To our surprise, I polled third in the balloting and took a position on the
council for that year. I was responsible to council for overseeing the various
clubs and societies on campus. Rex Murphy headed the polls and became president.
I remember one of the first speeches he gave to some organization in the city.
He contacted me for assistance, and I remember one night sweating with him over
the text of the speech he should give. The council was a real debating society
then, with all of the members taking many a long while to say very little. It
was the nature of young, naive politicians to be so wordy, I
suppose, yet I have learned that even more mature politicians don't seem to be
much better.

I was drawn to the Debating Society, a fledgling organization at the time. A
number of debates were sponsored by the society and I willingly participated.
One I clearly remember was a debate over the statement: “Labrador belongs to
Quebec.” I was on the negative team with Bob (Robert) Crocker, and I remember
Rex Murphy was on the affirmative team. It was memorable because of the topic
(one sure way to get a Newfoundlander's dander up) and also because Rex, in an
effort no doubt to intimidate his opposition and perhaps try and impress the
judges, entered the theatre in dramatic fashion after everyone was seated,
burdened down by a pile of books which he placed next to his lectern on the
stage. Notwithstanding the flourish, Bob and I won the debate.

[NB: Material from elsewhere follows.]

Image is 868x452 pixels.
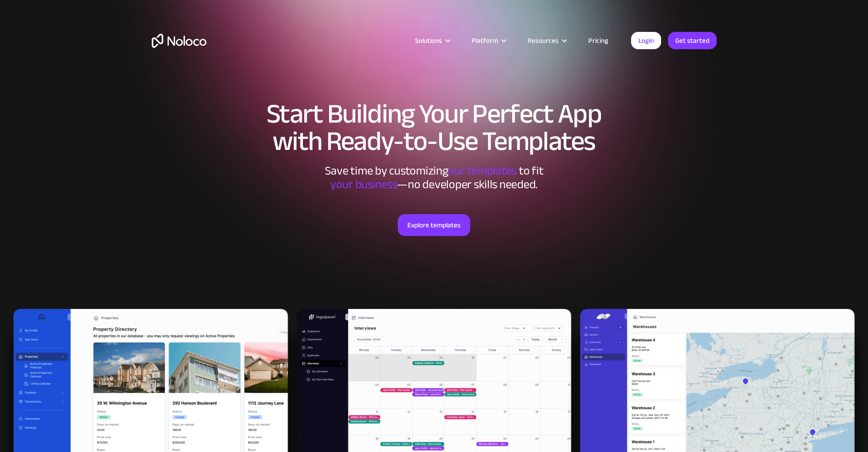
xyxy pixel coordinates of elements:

After my first year at university, I spent a year teaching grade six at
Lewisporte Central School. It was a funny arrangement. Central school meant from
grade seven to eleven in those days. But apparently there was some problem with
housing the grade sixes at the elementary schools in town, and so grade six (all
eighty-five of them) ended up in a section/extension of the central school with
its own entrance/ exit, thereby, I suppose, still keeping within the silly
guidelines of maintaining the central school idea. I think my reasoning at this
stage for taking a year from university was to see whether I liked teaching,
since I was having some ideas about switching to law at that time.

This was a wonderful experience and solidified my original decision to go into
teaching, although originally it was as much financial as it was a career
choice. The provincial government at the time was offering a $600 grant for
first-year Education students. The only incentive was that you had to commit to
teach for two years in the province. In any case, this one year teaching was
very rewarding, notwithstanding the crammed quarters and two large classes of
forty and forty-two, respectively. There were two of us teachers—Jack Bussey and
myself—and we had six courses: I taught three and Jack, of course, taught the
other three, switching classes as appropriate.

Grade six is a great grade—the students no longer need personal
help and are inquisitive without the teenage issues. We had a large number of
very bright students, which in itself was a challenge, but it also presented the
larger challenge of ensuring that the average student and those with
difficulties were not ignored. The existing English course seemed inadequate,
and so I received grudging permission to replace some of the program with
materials that I had discovered from the United States. This would be a direct
cost to the parents, so I wrote all the parents and received overwhelming
support from them to get the new materials and bill them. This proved to be very
successful and of significant benefit to students who were having some
difficulty in reading and comprehension.